Terra is NOT usable yet.

Tile38 is an open source (MIT licensed), in-memory geolocation data store, spatial index, and realtime geofence. It supports a variety of object types including lat/lon points, bounding boxes, XYZ tiles, Geohashes, and GeoJSON.

Terra is a Tile38 based Geofence server in Rust. Terra is meant to be a memory-safe and highly concurrent geofence server. Terra is meant to be used for my personal location-based projects. It in no way is a replacement for the amazing Tile38 server, but is actually an augmentation to it.

Terra is NOT available as a crate on crates.io yet, although I plan to.

Terra supports two types of Geofences: Circular and Polygonal. (so far)

Getting started

The easiest way to to clone the project and run as a Rust binary project like this:

~$ git clone https://github.com/younisshah/terra.git

~$ cd terra

~$ cargo check

~$ cargo build

~$ cargo run

If all went well, you'll see something like this:

          ________
          ___  __/_____ ______________________ _
          __  /   _  _ \__  ___/__  ___/_  __ `/       Terra is a Tile38 based Geofence server.
          _  /    /  __/_  /    _  /    / /_/ /        v0.0.1
          /_/     \___/ /_/     /_/     \__,_/
[+] Checking if Tile38 is running at '127.0.0.1:9851' is live... <br/>
[+] Tile38 is RUNNING.<br/>
[+] Terra started! Listening for incoming connections on '127.0.0.1:9761'.<br/>

By default, Terra runs on port 9761 and expects an instance of Tile38 server running on it's default port 9851. However, the defaults can be changed. Run the following command to see Terra's usage:

~$ ./target/debug/terra --help

Terra 0.0.1 <br/>

 USAGE:<br/>
     terra [FLAGS]<br/>

 FLAGS:<br/>
         --help        Prints help information<br/>
     -h, --host        Set the host address to listen for new connections<br/>
     -p, --port        Set the port number to listen for new connections<br/>
         --t38_host    Set the host address of Tile38 server<br/>
         --t38_port    Set the port number of Tile38 server<br/>
     -V, --version     Prints version information<br/>

Once, Terra is up and running, create a WebSocket connection like this.

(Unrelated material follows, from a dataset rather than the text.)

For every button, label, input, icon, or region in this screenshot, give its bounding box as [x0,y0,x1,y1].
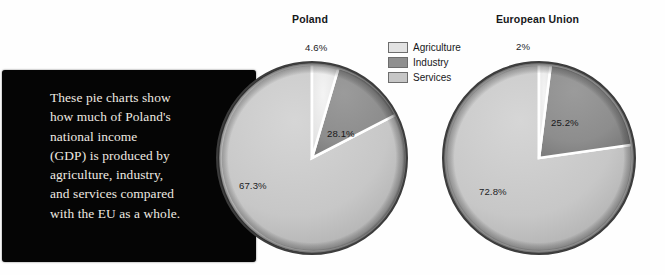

This is a JS client. You can use any WebSocket client:

const socket = new WebSocket("ws://localhost:9761");
socket.onmessage = function(event) {
  console.log(event.data);
};

Send fence creation request:

To create a circular geofence:

Send the following data:

const fence = {fence_type: "circle", fleet_name: "my_circular_fence", lat: "12.3", lng: "34.4", radius: "6000"};
socket.send(fence)
To create a polygonal geofence:

Send the following data:

const fence = { fence_type: "polygon", fleet_name : "my_polygonal_fence", id: "some_id", coordinates: [[12.12, 43.32],[12.12, 53.32],[12.4, 55.2],[12.12, 43.32]]};
socket.send(fence);

That's it!

TODO

  • Write sane documentation.
  • Expose server API.
  • Change to a crate.
  • Add more shapes of geofences.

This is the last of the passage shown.